The pros and cons of self-publishing your business book

10 March 2016 by in Book publishing, Business and finance, Publishing for business

Why go through all the hassle of finding a commercial publisher for your breakthrough book on strategic thinking when it’s so easy to self-publish? After all, you’ve done all the hard work just writing it haven’t you? Why would you give it to a publisher who will pay you a measly 10% royalty when you can have complete control and all the revenue by merely entrusting your manuscript to one of the many self-publishing services available? Surely a no-brainer.

The number of self-publishing businesses has risen dramatically in the past few years, mainly due to affordable POD – that’s ‘print on demand’, the ability to print single copies of a book, to order – technology. Self-publishing involves uploading a manuscript onto the website of a business such as Lulu, choosing a cover and interior designs from a selection of templates, or using your own, then through POD technology printing as few or as many copies as you require. As the author you’ll pay the self-publishing company to upload your book and then they will probably take a slice of revenue from any further copies sold.

Working through a self-publishing company can be a good, cost-effective solution to getting into print. But the self-publishing process stops there. At print. You’ve got as many copies of your book as you ordered and unless you have set it all up in advance you have no distribution, no marketing, no links with wholesalers to supply customer orders. In short, no sales. Setting up the infrastructure that ensures your customers can be supplied with your book involves a great deal of work, and that’s before you begin the marketing effort. But an established publisher will naturally have all this set up.

Self-publishing business booksA commercial publisher will also market your book. Sure, they will be marketing it to the book trade, to the media and to foreign language publishers and to their own lists of customers, and they will rely on you to promote it in your own networks, but the chances are that most of the sales will come from their promotion rather than yours. There isn’t much chance of you knowing how to do all that global trade marketing, even if you had the time and energy.

Something else that tells against self-publishing is production quality. When you entrust your manuscript to a self-publishing service you may well find that your options in terms of controlling the way the book looks are limited. Not all self-publishing services are the same but the more cost effective the service the more likely it is that the website you use will chuck a terrible book back at you. A huge amount of work goes into turning a manuscript into a bookstore quality product. Commercial publishers employ copy editors, proof-readers, typesetters, text designers, cover designers, indexers and, of course, printers. Needless to say you won’t get all that for the £1000 you transfer to your anonymous self-publisher.

And you need to think about whether your brand is big enough in your network to overcome the resistance many people still have to self-published books. After all, you’ve paid to have it published (well, printed anyway) and anyone could do that provided they are willing to spend a few hundred pounds. How do people know it’s any good? They will trust a commercially published product far more than a self-published one because an editor has read it and decided it is good enough for her to invest a considerable amount of money in.

So think about it carefully. In summary:

Self-publishing gives you complete control over the packaging, pricing, design, marketing and distribution of your book. It allows you to keep the lion’s share of the income. You can produce it to your own schedule, as quickly as you like. You don’t have the depressing task of trying to find a publisher who will take the commercial risk on your book.

On the other hand you are probably not an expert at book packaging, pricing, design, marketing and distribution, so you are less likely to make a great fist of it than an experienced publisher. You are almost certainly going to end up with an inferior physical product compared with competing titles produced to book shop standards. And if you’re planning to use your book to promote your brand a self-published product won’t have the same cachet as a book that’s been published by Penguin.

In short, if you’re a well-known expert on rail travel in and around Nuneaton in the nineteenth century and you are already on first name terms with everyone in the world who is likely to buy your book self-publishing your book is the obvious route to take. Otherwise, think carefully about the options.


Description of the task - In the entries that follow, find every line containing "pixels" and copy it.

(Web page and app entries)

----

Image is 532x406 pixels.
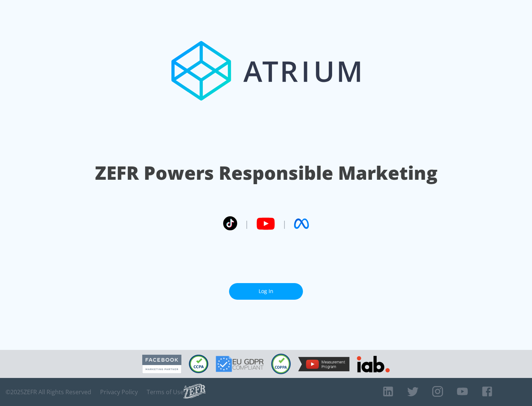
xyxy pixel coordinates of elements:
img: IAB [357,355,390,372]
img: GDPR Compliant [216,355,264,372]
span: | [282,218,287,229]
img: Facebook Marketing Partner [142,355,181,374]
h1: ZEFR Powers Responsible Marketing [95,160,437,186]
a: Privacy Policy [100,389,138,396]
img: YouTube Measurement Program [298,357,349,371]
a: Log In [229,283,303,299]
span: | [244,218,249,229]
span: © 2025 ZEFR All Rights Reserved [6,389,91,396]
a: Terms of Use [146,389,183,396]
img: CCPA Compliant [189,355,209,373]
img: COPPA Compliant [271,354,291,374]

----

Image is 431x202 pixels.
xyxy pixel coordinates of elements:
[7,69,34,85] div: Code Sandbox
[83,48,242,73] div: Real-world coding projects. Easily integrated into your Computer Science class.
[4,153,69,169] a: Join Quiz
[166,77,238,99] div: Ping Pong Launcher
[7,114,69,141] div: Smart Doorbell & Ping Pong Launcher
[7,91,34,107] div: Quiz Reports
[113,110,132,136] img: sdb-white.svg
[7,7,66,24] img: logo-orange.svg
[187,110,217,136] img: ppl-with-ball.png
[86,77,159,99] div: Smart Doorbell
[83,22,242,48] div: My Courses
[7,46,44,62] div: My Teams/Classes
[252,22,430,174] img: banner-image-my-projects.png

----

Answer box -
Image is 532x406 pixels.
Image is 431x202 pixels.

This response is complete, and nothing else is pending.